A Fresh Celebration: The Origins of Celebration Ale
Celebration Ale, which has been in production since 1981 and in its current form since 1983, is an enigma of a beer. It’s a holiday beer, so consumers might expect it to have the standard spices—nutmeg, cinnamon—but instead will find hop aromas and bitterness akin to an IPA. Since 2010, Sierra Nevada Brewing Co. has labeled it as a fresh hop ale, garnering confusion with wet hop ales, which are also often referred to as fresh hop ales.
“Here in Chico and I think a lot of Sierra Nevada fans hold Celebration Ale up as their favorite beer on the planet. It’s one of the first three or four IPAs ever made, although it has never really been marketed as one,” says Tom Nielsen of Sierra Nevada.
There are no holiday spices and the hops are dried, not wet, but they are selected from the freshest hops possible from the current year’s harvest. It was an incredibly revolutionary idea, says Sierra Nevada Brewmaster Steve Dresler.
“Celebration really raised the ceiling for aroma and bitterness value at the time. That was [Sierra Nevada founder Ken Grossman’s] concept, that he wanted the biggest and most robust aroma that he could get, and in order to do that, it just made sense to do the selection of hops, and then immediately start shipping and brewing,” Dresler says. “We’ve never backed away from that philosophy.”
While there isn’t a risk of dried hops rotting and spoiling, the logistics of sourcing them are similar to wet hop beers.
The first week of September, one of Nielsen’s goals is to identify the best fields of Cascade and Centennial, the finishing hops used in Celebration. He then makes sure they’re handled optimally in the kiln, dried at low temperatures, baled and put right into refrigerated trucks.
“The reason that beer stands out year after year is we really put a lot of effort into the process of finding the best fields possible to make that beer,” says Nielsen.
Typically, says Eric Desmarais from CLS Farms in Moxee, WA, who has worked with Sierra Nevada for Celebration Ale, after whole-leaf hops are dried and baled, they’re moved into cold storage, where they can reside for six to 24 months before a brewer would use them in a beer.
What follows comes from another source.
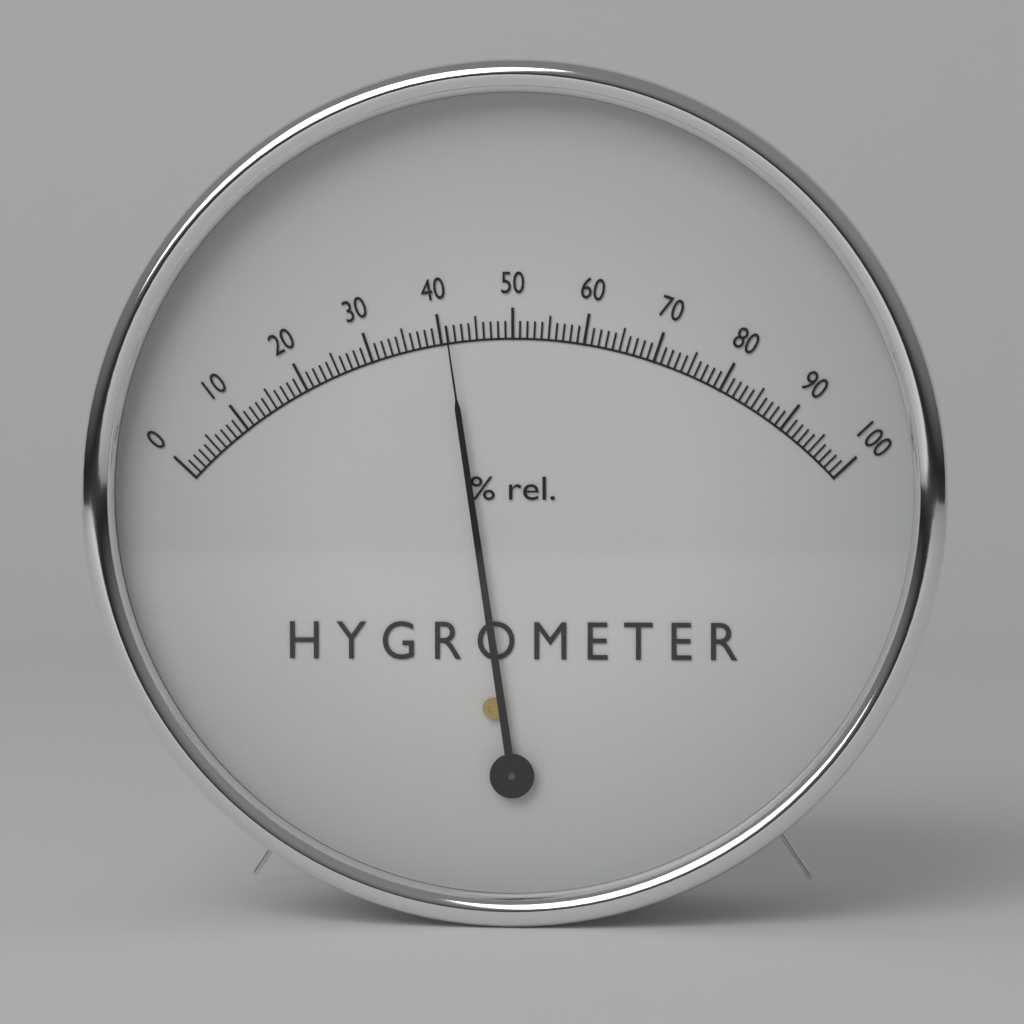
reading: 41 %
For Celebration Ale, there is no waiting period.
“[Sierra Nevada] has the cooling truck backed up to my baler, and as we baled them we load them up into the truck. They drive straight to Chico, and start brewing the beer within 24 hours of [the hops] leaving the farm.”
In dried bales of whole leaf hops, and even in pellets, there is slight breakdown over time: They oxidize and lose some of the potency. The aroma might flatten out a bit and lose that punch, says Desmarais. The dried hops in Celebration Ale retain that freshness.
“When you get them completely fresh like this, there is absolutely no breakdown at all in them. It’s akin to an apple tree in your backyard. If you went out and picked that apple at perfect time and ate it, that’s a different kind of eating experience then getting an apple at the supermarket,” says Desmarais.
Read a feature story on wet hop beer.
When did “IPA” first appear on the Celebration Ale label.
Striking contrast with the Anchor Steam seasonal which is over the spice limit for me.